Her breath hitched.
Sex with a gorgeous bad boy. The kind of sex, the kind of lover most women only dreamed about.
Except, Tanner was so much more than that.
She loved talking to him. Bantering with him. Lying in his arms and doing nothing more adventuresome than listening to the thud-thud of his heart.
She loved…
The jeans and shirt fell from her arms.
Ridiculous. Impossible. This wasn’t a romance novel. You didn’t fall crazy in love with a man in just in a couple of days, especially if he was pretty much a stranger.
Of course you didn’t.
* * *
Superman’s “something interesting” in the kitchen was a feast.
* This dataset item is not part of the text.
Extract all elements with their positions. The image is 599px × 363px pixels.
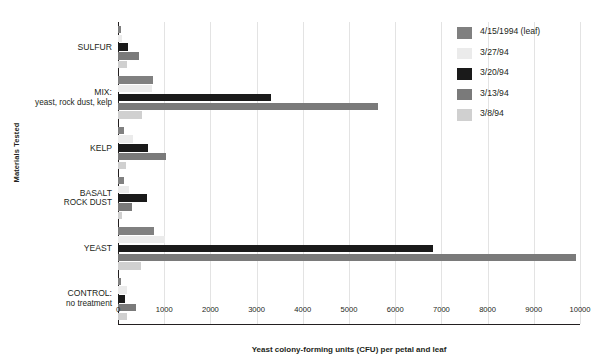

A bowl of fruit. Okay, the fruit was from a can, but no bowl of fruit had ever looked better or tasted more delicious. Big, fluffy pancakes with maple syrup. And just in case the pancakes weren’t enough, toasted bagels from what tuned out to be a working freezer.
He’d topped the bagel halves with blueberry jam.
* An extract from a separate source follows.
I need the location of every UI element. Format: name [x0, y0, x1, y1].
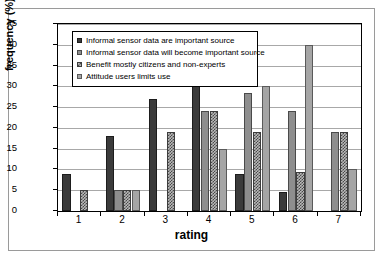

“If you were a New Yorker,” Alessandra said primly as she popped the last bit of a jam-smothered bagel into her mouth, “you’d know that you never put jam on bagels.”
“Says the lady born in… What part of Italy was it?”
“A village in Sicily nobody ever heard of.”
She licked a drop of jam off her thumb.
Tanner reached across the table, snagged her hand and brought it to his lips.
“Lieutenant Akecheta at your service, ma’am,” he said, letting his tongue take the place of hers.
“And such excellent service it is, Lieutenant,” she said, while her heart skipped a beat.
He grinned. Oh, what a gorgeous grin he had.
“We aim to please, ma’am.”
She laughed. So did he. Amazing, she thought, that acts of terror and brutality had brought her to a moment of such incredible joy.
“You know, Lieutenant, I think it’s time I made a confession.”
Tanner sat back, his arms folded over his chest. “Go for it, Bellini. I’m ready.”
“When you didn’t realize that FURever was about protecting wildlife?” She sighed. “It was the name. Not you. I’d tried to tell them that the name was, you know, cute, but maybe misleading…What?”
“Nice try, honey, but it was definitely me. I had this stereotype in my head. Beautiful woman. Spoiled silly…”
“You’re the one who’s spoiling me. And I have to admit, I love it.” She smiled as he leaned forward and reached for her hand. “Your turn,” she said.
“My turn for what?”
“To tell me where you’re from, for starters.”
Tanner let go of her hand, from the table, got the coffeepot from the counter, took two blue mugs from a shelf, and filled them.